Facilitating performance conversations across teams has the added benefit of helping leadership get a holistic view of their talent pool for the sake of succession planning, while also providing up and coming leaders with the opportunity to connect and understand business goals at the corporate level, without the blinders that can come from being siloed in a specific team or function. 

Redefining ‘leadership potential

Women are forced to overcome entirely subjective notions about what a leader looks like. A study in the Journal of Experimental Social Psychology, for example, found that people implicitly view men as more likely to be “brilliant” than women.
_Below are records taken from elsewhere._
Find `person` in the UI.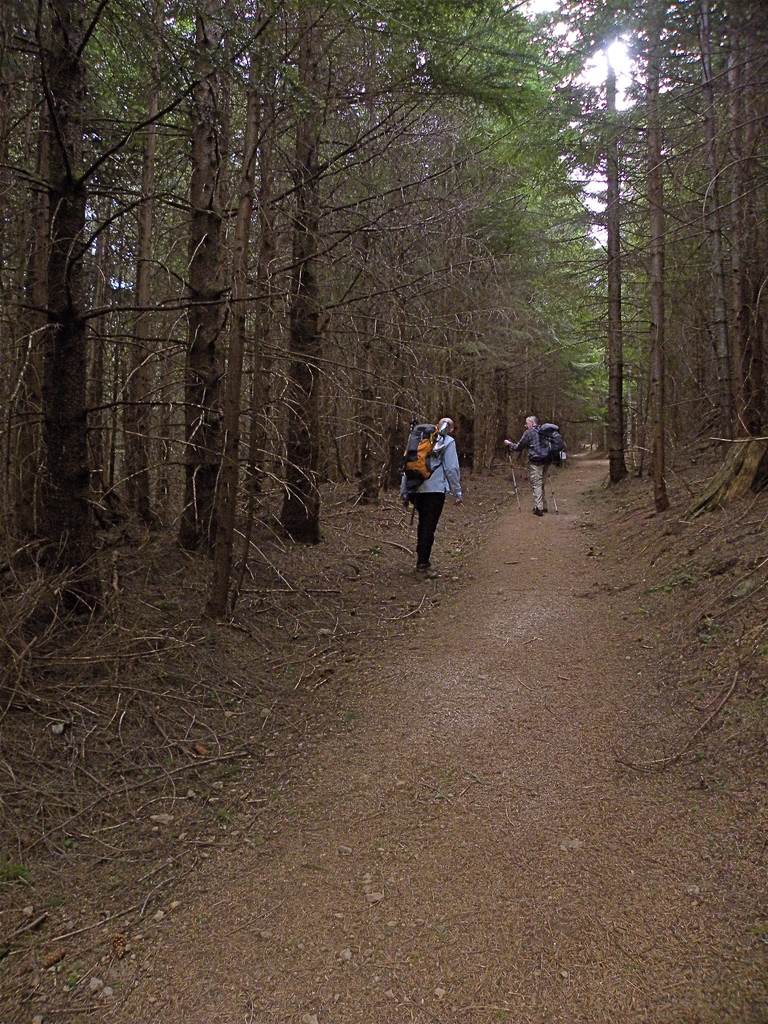
UI element at rect(403, 391, 471, 567).
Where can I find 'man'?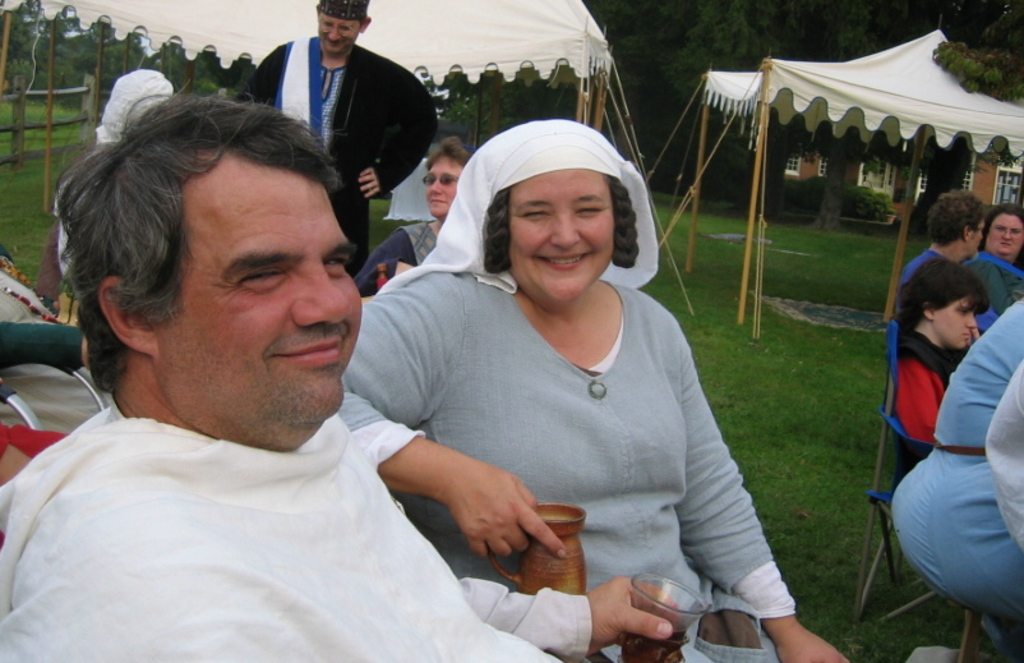
You can find it at BBox(33, 74, 599, 648).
In another study of evaluation and promotion data conducted by Yale, researchers found that women are more likely to receive low “growth potential” scores, despite receiving higher performance scores than men, negatively impacting opportunities for promotion. 

Traditional growth potential characteristics such as assertiveness, execution skills, charisma, leadership, and ambition are subject to bias and are stereotypically associated with men, creating room for promotion bias against women. By contrast, women in leadership often score higher than men in attributes such as conscientiousness, reliability, and trustworthiness. 

One way to counter this is to develop a unified promotion criteria that takes into account both hard stats like revenue growth as well as benchmarks for equally important soft skills. Unified criteria not only creates more equitable assessments come promotion time, but also combats biases in attributes which can directly correlate to perceptions of capabilities to rise in the workforce.

But above all, none of these efforts will be complete if not codified through transparent policies. Just as pay transparency provides individuals with an equal footing entering salary negotiations, transparency around promotion processes and assessment criteria provides employees with tangible insights into how their performance will be measured, while also holding managers accountable for their decisions. 

By collecting and sharing yearly promotions data by gender, companies can set important benchmarks to ensure that the policies and practices designed to promote gender equity—like pay transparency—are having a definable impact.


Sian Beilock is the president of Barnard College and president-elect of Dartmouth College. Margo Cook, CFA, is an independent board director.